Read an excerpt and take a look at Pattillo’s Black Picket Fences: Privilege and Peril among the Black Middle Class.
jacket imageWendell E. Pritchett, Robert Clifton Weaver and the American City: The Life and Times of an Urban Reformer
From his role as FDR’s “negro advisor” to his appointment, under Lyndon Johnson, as the first secretary of Housing and Urban Development, Robert Clifton Weaver was one of the most influential domestic policy makers and civil rights advocates of the twentieth century. This volume, the first biography of the first African American to hold a cabinet position in the federal government, rescues from obscurity the story of a man whose legacy continues to impact American race relations and the cities in which they largely play out. Tracing Weaver’s career through the creation, expansion, and contraction of New Deal liberalism, Wendell Pritchett illuminates his instrumental role in the birth of almost every urban initiative of the period, from public housing and urban renewal to affirmative action and rent control. Beyond these policy achievements, Weaver also founded racial liberalism, a new approach to race relations that propelled him through a series of high-level positions in public and private agencies working to promote racial cooperation in American cities. But Pritchett shows that despite Weaver’s efforts to make race irrelevant, white and black Americans continued to call on him to mediate between the races—a position that grew increasingly untenable as Weaver remained caught between the white power structure to which he pledged his allegiance and the African Americans whose lives he devoted his career to improving.

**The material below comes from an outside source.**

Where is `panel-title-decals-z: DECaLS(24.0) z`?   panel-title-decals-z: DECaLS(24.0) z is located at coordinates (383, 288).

Read an excerpt and check out Wendell Pritchett’s Brownsville, Brooklyn:Blacks, Jews, and the Changing Face of the Ghetto
jacket imageLeonard Harris and Charles Molesworth, Alain L. Locke: The Biography of a Philosopher
Alain L. Locke (1886-1954), in his famous 1925 anthology The New Negro, declared that “the pulse of the Negro world has begun to beat in Harlem.” Often called the father of the Harlem Renaissance, Locke had his finger directly on that pulse, promoting, influencing, and sparring with such figures as Langston Hughes, Zora Neale Hurston, Jacob Lawrence, Richmond Barthé, William Grant Still, Booker T. Washington, W. E. B. Du Bois, Ralph Bunche, and John Dewey. The long-awaited first biography of this extraordinarily gifted philosopher and writer, Alain L. Locke narrates the untold story of his profound impact on twentieth-century America’s cultural and intellectual life. Leonard Harris and Charles Molesworth trace this story through Locke’s Philadelphia upbringing, his undergraduate years at Harvard—where William James helped spark his influential engagement with pragmatism—and his tenure as the first African American Rhodes Scholar. The multifaceted portrait that emerges from this engaging account effectively reclaims Locke’s rightful place in the pantheon of America’s most important minds.
For more, check out all the Press’s books on African American and black studies.